Friday, February 22, 2008

Drug Courts Work

My good friend Jeff is the Director of the Drug Court in Cville. He has invited me numerous times to come to the graduations of the program. I have not taken him up on it, mostly because I have a conflict at 8:30 in the morning on those days. He tells me, and others have told me as well HOW great these graduations are because of the long road the graduates have traveled.

I also saw Judge Hogshire and Jeff at two presentations about the drug courts this year- the Bar Association and the Dem Breakfast.

Participants in the program have random and frequent drug tests the whole time in the program (12-24 month average- longer than the prison term they would have served). The participant must have a job and take care of their responsibilities (child support) and attend multiple meetings/classes a week to ascertain progress and learn new skills.
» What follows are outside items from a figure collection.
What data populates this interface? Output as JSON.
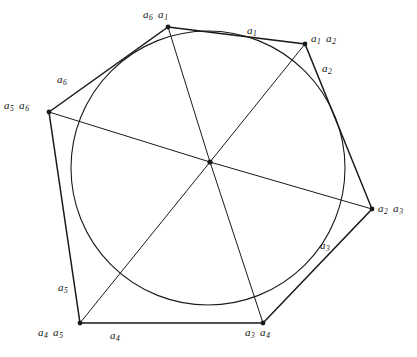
{
  "figure": {
    "background": "#ffffff",
    "stroke_color": "#1a1a1a",
    "width": 417,
    "height": 357,
    "center_point": {
      "x": 210,
      "y": 162,
      "label": "center-dot"
    },
    "circle": {
      "cx": 208,
      "cy": 168,
      "r": 137
    },
    "polygon_vertices": [
      {
        "name": "a6a1",
        "x": 168,
        "y": 27
      },
      {
        "name": "a1a2",
        "x": 305,
        "y": 44
      },
      {
        "name": "a2a3",
        "x": 372,
        "y": 209
      },
      {
        "name": "a3a4",
        "x": 263,
        "y": 323
      },
      {
        "name": "a4a5",
        "x": 80,
        "y": 323
      },
      {
        "name": "a5a6",
        "x": 49,
        "y": 112
      }
    ],
    "vertex_labels": [
      {
        "id": "vertex-label-a6-a1",
        "left": 143,
        "top": 9,
        "parts": [
          "a",
          "6",
          "a",
          "1"
        ]
      },
      {
        "id": "vertex-label-a1-a2",
        "left": 311,
        "top": 33,
        "parts": [
          "a",
          "1",
          "a",
          "2"
        ]
      },
      {
        "id": "vertex-label-a2-a3",
        "left": 378,
        "top": 203,
        "parts": [
          "a",
          "2",
          "a",
          "3"
        ]
      },
      {
        "id": "vertex-label-a3-a4",
        "left": 245,
        "top": 327,
        "parts": [
          "a",
          "3",
          "a",
          "4"
        ]
      },
      {
        "id": "vertex-label-a4-a5",
        "left": 38,
        "top": 327,
        "parts": [
          "a",
          "4",
          "a",
          "5"
        ]
      },
      {
        "id": "vertex-label-a5-a6",
        "left": 4,
        "top": 100,
        "parts": [
          "a",
          "5",
          "a",
          "6"
        ]
      }
    ],
    "edge_labels": [
      {
        "id": "edge-label-a1",
        "left": 247,
        "top": 25,
        "letter": "a",
        "index": "1"
      },
      {
        "id": "edge-label-a2",
        "left": 322,
        "top": 63,
        "letter": "a",
        "index": "2"
      },
      {
        "id": "edge-label-a3",
        "left": 320,
        "top": 240,
        "letter": "a",
        "index": "3"
      },
      {
        "id": "edge-label-a4",
        "left": 110,
        "top": 330,
        "letter": "a",
        "index": "4"
      },
      {
        "id": "edge-label-a5",
        "left": 58,
        "top": 282,
        "letter": "a",
        "index": "5"
      },
      {
        "id": "edge-label-a6",
        "left": 57,
        "top": 74,
        "letter": "a",
        "index": "6"
      }
    ]
  }
}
Drug Courts are not a free pass to go back to a life of crime. Given the limited funding of the program and the regular threats of cuts to the program, the courts continue to impress and graduate productive citizens. Can that be said for most regional jails? What are we trying to prove by warehousing everyone in prison? I am unsure why the House of Delegates took the money out of the budget for this valuable program- it reeks of political expediency ("we are so tough on crime we will let nonviolent drug criminals go to jail at a greater expense than these drug courts").

I pray cooler heads prevail and drug court programming is restored to the budget through the conferee process. Del. Rob Bell has never attended a graduation and likes to have his head in the sand about the issue while slashing the budget, if you are in his district, let him know drug courts work and should not be a political football.